The 7th biennial conference on Generative Approaches to Language Acquisition - North America (GALANA 7) will take place at the University of Illinois at Urbana-Champaign on September 8-10, 2016.
The GALANA conference features theoretically informed research on all types of language acquisition scenarios, including (but not limited to) monolingual first language acquisition, bilingual/multilingual first language acquisition, second language acquisition by children as well as adults, third language acquisition, acquisition of signed as well as spoken languages, language disorders, language acquisition in the presence of cognitive impairment and autism, and the development of pidgins and creoles. GALANA-7 will include a special session on ''Input Variation and Language Acquisition.''
The invited speakers for the main session are Cynthia Fisher (University of Illinois at Urbana-Champaign), Roumyana Slabakova (University of Southampton), and Virginia Valian (Hunter College and CUNY Graduate Center).

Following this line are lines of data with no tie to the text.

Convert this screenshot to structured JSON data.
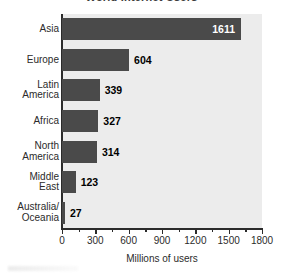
{
  "chart_data": {
    "type": "bar",
    "orientation": "horizontal",
    "title": "World Internet Users",
    "xlabel": "Millions of users",
    "ylabel": "",
    "categories": [
      "Asia",
      "Europe",
      "Latin America",
      "Africa",
      "North America",
      "Middle East",
      "Australia/ Oceania"
    ],
    "category_lines": [
      [
        "Asia"
      ],
      [
        "Europe"
      ],
      [
        "Latin",
        "America"
      ],
      [
        "Africa"
      ],
      [
        "North",
        "America"
      ],
      [
        "Middle",
        "East"
      ],
      [
        "Australia/",
        "Oceania"
      ]
    ],
    "values": [
      1611,
      604,
      339,
      327,
      314,
      123,
      27
    ],
    "value_labels": [
      "1611",
      "604",
      "339",
      "327",
      "314",
      "123",
      "27"
    ],
    "xlim": [
      0,
      1800
    ],
    "xticks": [
      0,
      300,
      600,
      900,
      1200,
      1500,
      1800
    ],
    "xtick_labels": [
      "0",
      "300",
      "600",
      "900",
      "1200",
      "1500",
      "1800"
    ],
    "minor_xticks": [
      150,
      450,
      750,
      1050,
      1350,
      1650
    ],
    "grid": false,
    "legend": "none",
    "bar_color": "#4a4a4a",
    "plot_background": "#ececec",
    "figure_background": "#ffffff",
    "axis_color": "#2b2b2b",
    "label_color_inside": "#ffffff",
    "label_color_outside": "#000000"
  }
}
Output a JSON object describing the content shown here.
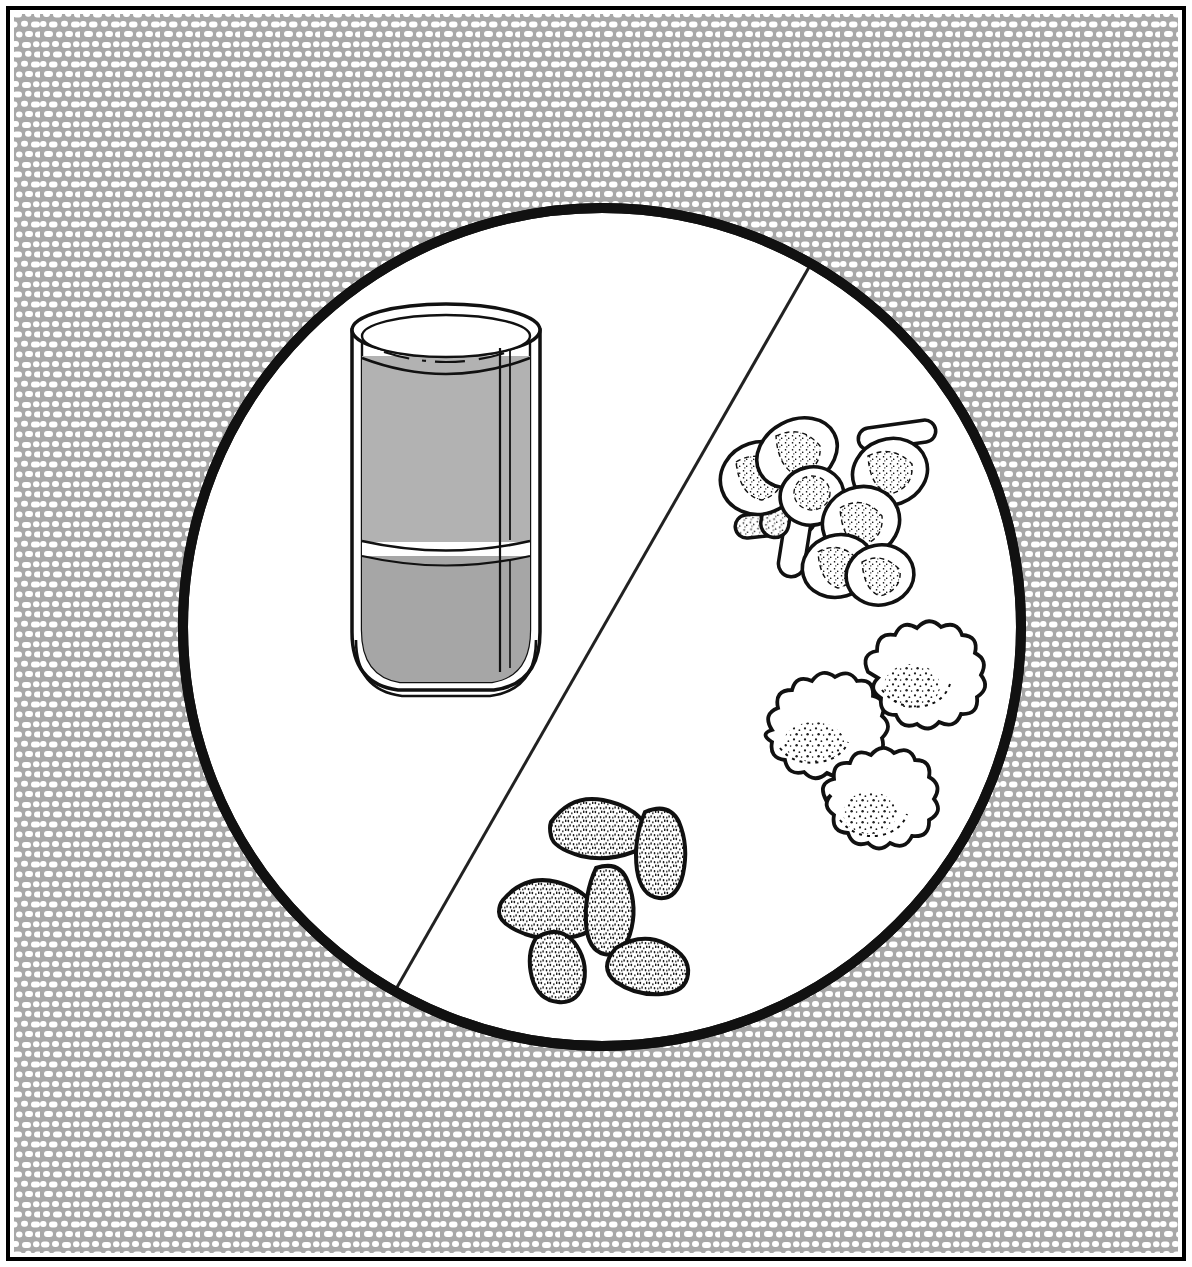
{
  "figure": {
    "kind": "scientific-line-illustration",
    "canvas": {
      "width": 1192,
      "height": 1267
    },
    "colors": {
      "page_background": "#ffffff",
      "frame_stroke": "#000000",
      "texture_background": "#a8a8a8",
      "texture_dots": "#ffffff",
      "circle_field": "#ffffff",
      "circle_stroke": "#111111",
      "divider_stroke": "#222222",
      "ink": "#000000",
      "liquid_upper_fill": "#b2b2b2",
      "liquid_lower_fill": "#a6a6a6",
      "glass_highlight": "#ffffff",
      "stipple_ink": "#1a1a1a"
    },
    "frame": {
      "label": "outer rule border",
      "x": 8,
      "y": 8,
      "width": 1176,
      "height": 1251,
      "stroke_width": 4
    },
    "texture_field": {
      "label": "stippled halftone background",
      "description": "rows of small white rounded dots over mid-gray ground",
      "x": 14,
      "y": 14,
      "width": 1164,
      "height": 1239,
      "dot_rows": 62,
      "dot_columns": 58
    },
    "specimen_circle": {
      "label": "microscope field of view",
      "center_x": 602,
      "center_y": 627,
      "radius": 424,
      "stroke_width": 10,
      "fill": "#ffffff"
    },
    "divider_line": {
      "label": "diagonal field divider",
      "x1": 812,
      "y1": 262,
      "x2": 392,
      "y2": 996,
      "stroke_width": 3
    },
    "beaker": {
      "label": "graduated glass beaker with two settled liquid layers",
      "left": 352,
      "top": 310,
      "width": 188,
      "height": 382,
      "rim_label": "double-lined elliptical rim",
      "layers": [
        {
          "name": "upper liquid layer",
          "top_y": 356,
          "bottom_y": 542,
          "fill": "#b2b2b2"
        },
        {
          "name": "lower sediment layer",
          "top_y": 556,
          "bottom_y": 682,
          "fill": "#a6a6a6"
        }
      ],
      "separation_band": {
        "name": "clear boundary band",
        "top_y": 542,
        "bottom_y": 556
      },
      "highlight": {
        "name": "vertical glass highlight",
        "x": 500,
        "top_y": 348,
        "bottom_y": 672
      }
    },
    "specimen_groups": [
      {
        "id": "erythrocytes-and-bacilli",
        "label": "Biconcave disc cells with rod bacteria",
        "region": "upper right quadrant",
        "disc_count": 6,
        "rod_count": 4,
        "description": "Round to oval biconcave cells drawn with outline and stippled crescent interiors, interspersed with capsule shaped rods"
      },
      {
        "id": "crenated-star-cells",
        "label": "Irregular crenated cells",
        "region": "middle right",
        "cell_count": 3,
        "description": "Scalloped wavy-margined cells with a speckled granular nucleus region"
      },
      {
        "id": "stippled-bean-cells",
        "label": "Kidney bean shaped stippled cells",
        "region": "lower middle",
        "cell_count": 6,
        "description": "Bean and oval bodies densely filled with fine stipple shading and heavy outlines"
      }
    ]
  }
}
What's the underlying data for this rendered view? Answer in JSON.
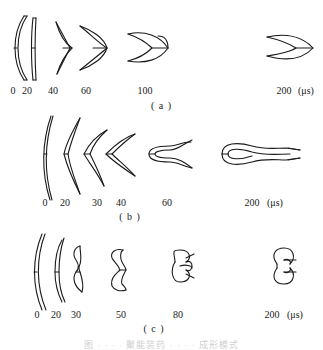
{
  "figure": {
    "unit": "(μs)",
    "panels": [
      {
        "id": "a",
        "label": "( a )",
        "times": [
          "0",
          "20",
          "40",
          "60",
          "100",
          "200"
        ]
      },
      {
        "id": "b",
        "label": "( b )",
        "times": [
          "0",
          "20",
          "30",
          "40",
          "60",
          "200"
        ]
      },
      {
        "id": "c",
        "label": "( c )",
        "times": [
          "0",
          "20",
          "30",
          "50",
          "80",
          "200"
        ]
      }
    ],
    "caption": "图 · · · · 聚能装药 · · · · 成形模式"
  }
}
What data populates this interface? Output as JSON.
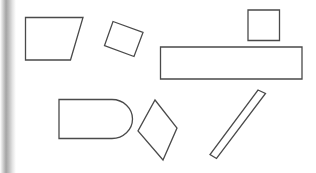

The invited speakers for the special session on Input Variation and Language Acquisition are Karen Miller (Pennsylvania State University) and Janna Oetting (Louisiana State University).
Conference URL: https://publish.illinois.edu/galana2016/
Conference email: galana7.2016@gmail.com
Abstract Submission Deadline: 10-Feb-2016
GALANA-7 invites abstracts of no more than 500 words (with an optional second page for examples, figures and references) for double-blind peer review.
Guidelines and instructions about abstract submission can be found at https://publish.illinois.edu/galana2016/abstract-guidelines-and-submission/
For the general session, abstracts are invited for original, unpublished generative research in all acquisition subfields: L1 acquisition, L2 acquisition, L3 acquisition, bilingualism, multilingualism, creoles and pidgins, and language disorders.
Abstracts are also invited for a special session on Input Variation and Language Acquisition. Understanding how children use input to help form a grammar is central to an adequate theory of language acquisition. Broad differences in input based on dialect variation have been used as a fixed effect in explaining differences in children's grammars. Between-child differences within homogeneous samples of families, similar in socio-economic statuses, speaking the same dialect have also provided insight. The special session Input Variation and Language Acquisition asks how these two approaches relate to one another; specifically how language variety as a fixed effect relates to the random effects of between-child variation within a language variety. The papers presented in this special session will advance theories of grammatical acquisition and applications in the field of child language disorders.